- _Aim of the task_: Reproduce the data shown below exactly.

- _Dataset entries_:
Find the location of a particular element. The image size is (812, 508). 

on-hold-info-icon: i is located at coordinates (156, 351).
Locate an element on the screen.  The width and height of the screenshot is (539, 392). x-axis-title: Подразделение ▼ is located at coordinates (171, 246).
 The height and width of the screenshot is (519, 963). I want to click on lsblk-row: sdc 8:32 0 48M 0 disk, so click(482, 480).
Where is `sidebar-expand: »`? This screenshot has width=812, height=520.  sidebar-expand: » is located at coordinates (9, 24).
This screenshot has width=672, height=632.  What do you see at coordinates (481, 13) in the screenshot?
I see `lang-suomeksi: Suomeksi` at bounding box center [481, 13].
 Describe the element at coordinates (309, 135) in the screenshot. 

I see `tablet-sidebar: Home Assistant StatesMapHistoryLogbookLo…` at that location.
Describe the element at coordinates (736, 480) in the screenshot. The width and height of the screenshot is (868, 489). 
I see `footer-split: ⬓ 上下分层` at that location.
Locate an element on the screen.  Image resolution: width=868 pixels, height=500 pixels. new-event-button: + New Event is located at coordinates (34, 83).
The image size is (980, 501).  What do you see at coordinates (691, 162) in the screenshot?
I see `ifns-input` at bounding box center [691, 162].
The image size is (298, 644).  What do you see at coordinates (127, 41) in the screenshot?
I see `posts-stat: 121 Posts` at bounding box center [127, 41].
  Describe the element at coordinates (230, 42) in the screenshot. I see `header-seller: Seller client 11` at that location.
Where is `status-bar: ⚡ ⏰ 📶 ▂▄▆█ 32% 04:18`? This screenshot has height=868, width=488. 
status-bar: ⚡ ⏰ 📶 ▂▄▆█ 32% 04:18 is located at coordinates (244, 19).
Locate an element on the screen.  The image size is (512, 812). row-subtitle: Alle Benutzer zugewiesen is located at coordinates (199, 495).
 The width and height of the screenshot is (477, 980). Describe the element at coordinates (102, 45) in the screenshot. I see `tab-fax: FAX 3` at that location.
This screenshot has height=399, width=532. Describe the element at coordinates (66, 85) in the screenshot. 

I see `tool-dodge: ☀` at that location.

- _Final answer_:
Find the location of a particular element. The image size is (812, 508). 

on-hold-info-icon: i is located at coordinates (156, 351).
Locate an element on the screen.  The width and height of the screenshot is (539, 392). x-axis-title: Подразделение ▼ is located at coordinates (171, 246).
 The height and width of the screenshot is (519, 963). I want to click on lsblk-row: sdc 8:32 0 48M 0 disk, so click(482, 480).
Where is `sidebar-expand: »`? This screenshot has width=812, height=520.  sidebar-expand: » is located at coordinates (9, 24).
This screenshot has width=672, height=632.  What do you see at coordinates (481, 13) in the screenshot?
I see `lang-suomeksi: Suomeksi` at bounding box center [481, 13].
 Describe the element at coordinates (309, 135) in the screenshot. 

I see `tablet-sidebar: Home Assistant StatesMapHistoryLogbookLo…` at that location.
Describe the element at coordinates (736, 480) in the screenshot. The width and height of the screenshot is (868, 489). 
I see `footer-split: ⬓ 上下分层` at that location.
Locate an element on the screen.  Image resolution: width=868 pixels, height=500 pixels. new-event-button: + New Event is located at coordinates (34, 83).
The image size is (980, 501).  What do you see at coordinates (691, 162) in the screenshot?
I see `ifns-input` at bounding box center [691, 162].
The image size is (298, 644).  What do you see at coordinates (127, 41) in the screenshot?
I see `posts-stat: 121 Posts` at bounding box center [127, 41].
  Describe the element at coordinates (230, 42) in the screenshot. I see `header-seller: Seller client 11` at that location.
Where is `status-bar: ⚡ ⏰ 📶 ▂▄▆█ 32% 04:18`? This screenshot has height=868, width=488. 
status-bar: ⚡ ⏰ 📶 ▂▄▆█ 32% 04:18 is located at coordinates (244, 19).
Locate an element on the screen.  The image size is (512, 812). row-subtitle: Alle Benutzer zugewiesen is located at coordinates (199, 495).
 The width and height of the screenshot is (477, 980). Describe the element at coordinates (102, 45) in the screenshot. I see `tab-fax: FAX 3` at that location.
This screenshot has height=399, width=532. Describe the element at coordinates (66, 85) in the screenshot. 

I see `tool-dodge: ☀` at that location.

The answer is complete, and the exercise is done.